Avail Tec’s CEO on Transporting America and What His Team Hates to Hear Him Say

07/13/2021

When it became clear that Avail Tec would need to hold their annual conference virtually for a second year in a row, the team set out to make sure it was the best virtual conference experience possible. It’s a steep precedent, but nothing new for them. The ESOP has been in the business of offering the best transportation solutions for 20 years. And founder and CEO Dorsey Houtz says that going the extra mile (no pun intended) isn’t extra at all — it’s just who Avail is. 

“In all honesty … and my staff hates when I say this… our secret is old-fashioned values. They think it makes us sound old. But I am a simplistic person in general, and I say it the way I say it: the secret is treating the customer right. Our catchphrase is, ‘it’s included.’ We don’t nickel and dime our customers and we don’t play games, period,” says Houtz.

After the conference, attended by customers located everywhere from Bar Harbor, Maine, to Palm Springs, California (and yes, they did say it was the best conference they had attended this year), we talked with Houtz about how Avail Tec is creating solutions that help its transportation customers keep America moving. Here’s what he had to say. 

HVI: What are the top things you feel the world needs to know about your company that it doesn't already?

Houtz: A lot of people look at Avail as a product provider for public transit, but we are so much more than that. Our job is to make sure that transit agencies have the products and services that they need to effectively meet the needs of their communities. Logistically, what transit agencies do is phenomenally difficult, and we offer a full suite of products and software to help them be reliable and effective.

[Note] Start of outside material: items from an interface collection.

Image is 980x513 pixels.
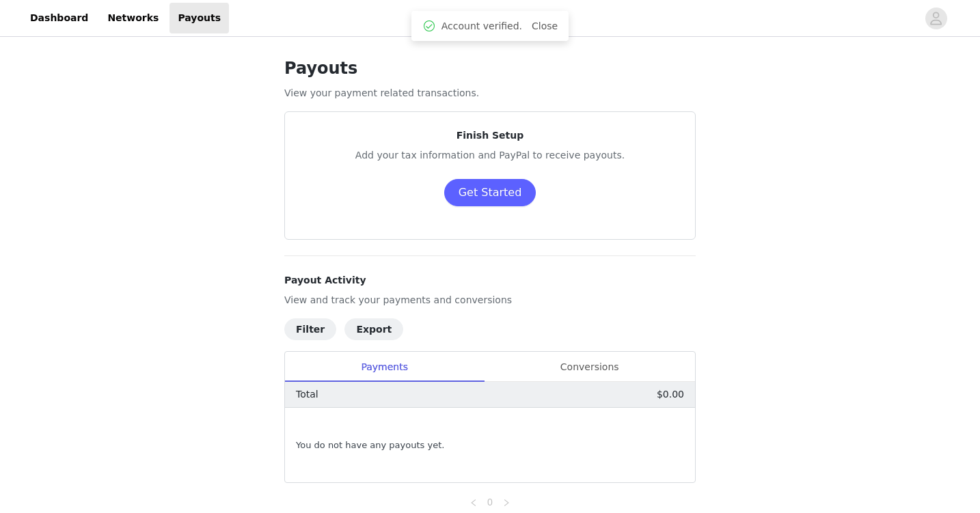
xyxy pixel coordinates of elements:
[285,352,484,383] div: Payments
[344,318,403,340] button: Export
[285,56,696,81] h1: Payouts
[484,352,695,383] div: Conversions
[296,387,318,401] p: Total
[285,273,696,288] h4: Payout Activity
[302,148,678,162] p: Add your tax information and PayPal to receive payouts.
[169,3,229,34] a: Payouts
[444,179,537,207] button: Get Started
[302,128,678,142] p: Finish Setup
[22,3,96,34] a: Dashboard
[441,19,522,34] span: Account verified.
[466,494,482,510] li: Previous Page
[532,21,558,32] a: Close
[285,294,696,307] p: View and track your payments and conversions
[657,387,684,401] p: $0.00
[99,3,167,34] a: Networks
[498,494,514,510] li: Next Page
[502,499,510,507] i: icon: right
[285,318,336,340] button: Filter
[470,499,478,507] i: icon: left
[285,86,696,101] p: View your payment related transactions.
[483,494,497,510] a: 0
[482,494,498,510] li: 0
[930,8,942,30] div: avatar
[296,439,444,453] span: You do not have any payouts yet.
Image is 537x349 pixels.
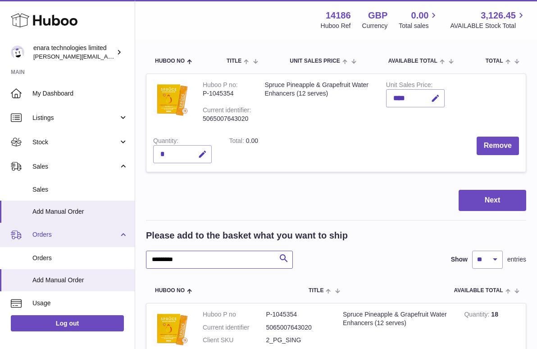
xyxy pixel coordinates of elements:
dt: Client SKU [203,335,266,344]
label: Total [229,137,245,146]
span: Orders [32,254,128,262]
strong: Quantity [464,310,491,320]
dd: 2_PG_SING [266,335,330,344]
td: Spruce Pineapple & Grapefruit Water Enhancers (12 serves) [258,74,379,130]
span: [PERSON_NAME][EMAIL_ADDRESS][DOMAIN_NAME] [33,53,181,60]
div: enara technologies limited [33,44,114,61]
div: P-1045354 [203,89,251,98]
div: Huboo Ref [321,22,351,30]
div: Currency [362,22,388,30]
span: Huboo no [155,58,185,64]
a: 3,126.45 AVAILABLE Stock Total [450,9,526,30]
span: Huboo no [155,287,185,293]
a: 0.00 Total sales [399,9,439,30]
span: Unit Sales Price [290,58,340,64]
span: AVAILABLE Total [454,287,503,293]
span: AVAILABLE Total [388,58,437,64]
span: AVAILABLE Stock Total [450,22,526,30]
span: Total [485,58,503,64]
span: Sales [32,185,128,194]
span: Sales [32,162,118,171]
span: entries [507,255,526,263]
button: Next [458,190,526,211]
span: Add Manual Order [32,276,128,284]
h2: Please add to the basket what you want to ship [146,229,348,241]
div: Huboo P no [203,81,238,91]
dd: P-1045354 [266,310,330,318]
span: 3,126.45 [481,9,516,22]
label: Show [451,255,467,263]
span: Stock [32,138,118,146]
label: Unit Sales Price [386,81,432,91]
strong: GBP [368,9,387,22]
button: Remove [476,136,519,155]
span: Orders [32,230,118,239]
span: Listings [32,113,118,122]
a: Log out [11,315,124,331]
div: Current identifier [203,106,251,116]
dd: 5065007643020 [266,323,330,331]
span: Total sales [399,22,439,30]
img: Spruce Pineapple & Grapefruit Water Enhancers (12 serves) [153,81,189,117]
span: Usage [32,299,128,307]
span: 0.00 [246,137,258,144]
div: 5065007643020 [203,114,251,123]
span: 0.00 [411,9,429,22]
span: Title [308,287,323,293]
span: Add Manual Order [32,207,128,216]
label: Quantity [153,137,178,146]
span: My Dashboard [32,89,128,98]
strong: 14186 [326,9,351,22]
img: Spruce Pineapple & Grapefruit Water Enhancers (12 serves) [153,310,189,346]
dt: Current identifier [203,323,266,331]
dt: Huboo P no [203,310,266,318]
img: Dee@enara.co [11,45,24,59]
span: Title [227,58,241,64]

Funny story: Back in 1991, the president of Raytheon wanted me to be on a team that he was building and said that we were going to put GPS on public transit buses. I thought, ‘who cares about GPS on buses? Why do we need this?’ Here it is 30 years later, and I have a nationally-known company that does those things. 

HVI: How did Avail help transit companies weather all the changes over the past year? 

Houtz: There’s a certain segment of the population that depends on public transportation to get groceries and go to doctor appointments. If transit companies quit running, high-risk people would not have means to get where they need to go. Like many other essential companies, the front office people—in this case drivers and mechanics—had to stay, and back office people went home. But how would they put on their service?

That’s where Avail stepped in. Many of our customers had on-premise solutions, which was a problem when their workforce was remote. We helped them do many of the things they normally would have done in-house. We helped assess schedules. Ridership was down, and we had to help determine the right amount of service on the street. We helped with systems that provide real-time passenger information that’s sent out via SMS messages and Twitter. 

HVI: What’s your secret sauce? What sets you apart from your competitors? 

Houtz: Every year, we go to the American Public Transportation Association (APTA) expo. It’s one of the biggest transit expos in the world. I remember, one year, people told us that they’d talked to all of our competitors and none of them would say anything bad about us. That said a lot. We don’t play that game of looking at what others are doing wrong. We just focus on what we are doing right. During our first 20 years in business, we did not lose a single customer. Not one.  

HVI: What are the pain points you're uniquely solving for your customers?

Houtz: Transit agencies are managing buses, vans, tow trucks, garages, employees, purchasing, stock rooms, fuel, cost per revenue mile, cost per customer mile, payroll, union problems... Think about the massive technology they need to be able to manage all of this, and report on operations and costs. In most cases, it’s a hodgepodge of systems and data and it’s a nightmare. 

That’s the pain point we solve — those disparate systems that are not talking to each other. We provide the industry's ONLY totally integrated system, seamlessly marrying systems together.

HVI: From the perspective of founding your own company, what’s important to you about your company’s culture?  

Houtz: Honesty, integrity and old-fashioned values. When I’m hiring, I look for people with the capacity and desire to learn and work hard toward something bigger than themselves. I’m really not as interested in their work history as I am in who they are as a person. If they are a hardworking, honest, reliable person, I can teach them what they don’t know. 

We are an ESOP (employee stock ownership plan) and family has always been important to us. Even in 1999, when we started with a small handful of people, we would always have company functions and family was always invited. The kids would play hide and seek in the building. Some of those kids are now working for us, 20 years later. That’s what I like, and what’s important to me: fostering that tight-knit family that plays together and works together.